I have been thinking about this issue for some time now. My wife is a stay-at-home mother and I have been contributing the max to a Roth IRA for her for five years. This past year we exceeded the income limit and I had to recharacterize her 2007 contributions to a traditional IRA.
I was surprised to find out (because I had done no research on traditional IRAs before) when I did my taxes that we also made too much to deduct her contribution. That means that I funded her traditional IRA in 2007 (and going forward) with taxed dollars. The whole selling point of a traditional IRA is that you contribute pre-tax dollars and those funds grow oevr time and you get taxed on withdrawal. If you contribute taxed dollars and get taxed in the end you are getting taxed twice, correct?

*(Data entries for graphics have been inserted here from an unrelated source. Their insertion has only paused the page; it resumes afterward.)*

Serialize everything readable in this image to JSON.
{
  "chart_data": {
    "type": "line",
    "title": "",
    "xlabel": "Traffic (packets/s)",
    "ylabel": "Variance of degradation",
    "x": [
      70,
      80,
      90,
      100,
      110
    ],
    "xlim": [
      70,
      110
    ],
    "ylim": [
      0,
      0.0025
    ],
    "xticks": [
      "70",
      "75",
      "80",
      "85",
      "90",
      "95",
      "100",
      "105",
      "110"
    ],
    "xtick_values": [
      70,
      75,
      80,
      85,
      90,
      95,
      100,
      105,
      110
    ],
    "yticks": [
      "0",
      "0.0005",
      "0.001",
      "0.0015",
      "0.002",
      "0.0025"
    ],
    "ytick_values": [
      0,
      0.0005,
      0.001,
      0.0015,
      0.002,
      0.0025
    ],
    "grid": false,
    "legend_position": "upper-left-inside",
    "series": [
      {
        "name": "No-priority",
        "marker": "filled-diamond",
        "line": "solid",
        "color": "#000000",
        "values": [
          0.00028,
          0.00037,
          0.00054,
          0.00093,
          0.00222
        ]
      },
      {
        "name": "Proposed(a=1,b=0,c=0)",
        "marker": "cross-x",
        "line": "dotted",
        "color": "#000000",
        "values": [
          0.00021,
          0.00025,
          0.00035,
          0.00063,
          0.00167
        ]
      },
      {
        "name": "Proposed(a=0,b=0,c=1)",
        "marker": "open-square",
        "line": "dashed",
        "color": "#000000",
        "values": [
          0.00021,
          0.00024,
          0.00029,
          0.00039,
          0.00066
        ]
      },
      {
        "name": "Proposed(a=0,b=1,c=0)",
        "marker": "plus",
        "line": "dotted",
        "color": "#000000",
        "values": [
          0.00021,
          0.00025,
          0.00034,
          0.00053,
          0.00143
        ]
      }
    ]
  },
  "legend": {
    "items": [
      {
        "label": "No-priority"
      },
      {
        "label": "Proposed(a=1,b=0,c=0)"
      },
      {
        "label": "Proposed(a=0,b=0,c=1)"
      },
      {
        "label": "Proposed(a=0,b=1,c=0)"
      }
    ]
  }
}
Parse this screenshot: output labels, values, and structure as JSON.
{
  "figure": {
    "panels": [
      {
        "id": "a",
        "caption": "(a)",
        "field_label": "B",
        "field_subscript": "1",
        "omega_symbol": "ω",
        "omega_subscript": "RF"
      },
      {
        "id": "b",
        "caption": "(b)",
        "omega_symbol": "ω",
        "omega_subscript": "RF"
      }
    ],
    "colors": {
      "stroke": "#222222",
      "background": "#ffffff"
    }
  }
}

If this is all true it seems to me like this is a big waste of money. I would be smarter to contribute those same funds to a simple brokerage account. The dollars would be taxed of course but in the end I would only pay capital gains tax and not the higher income tax (depending on what bracket you are in).
Can anyone shoot holes in any of this?
I was surprised to find out (because I had done no research on traditional IRAs before) when I did my taxes that we also made too much to deduct her contribution. That means that I funded her traditional IRA in 2007 (and going forward) with taxed dollars. The whole selling point of a traditional IRA is that you contribute pre-tax dollars and those funds grow oevr time and you get taxed on withdrawal. If you contribute taxed dollars and get taxed in the end you are getting taxed twice, correct?
If this is all true it seems to me like this is a big waste of money. I would be smarter to contribute those same funds to a simple brokerage account. The dollars would be taxed of course but in the end I would only pay capital gains tax and not the higher income tax (depending on what bracket you are in).
Can anyone shoot holes in any of this?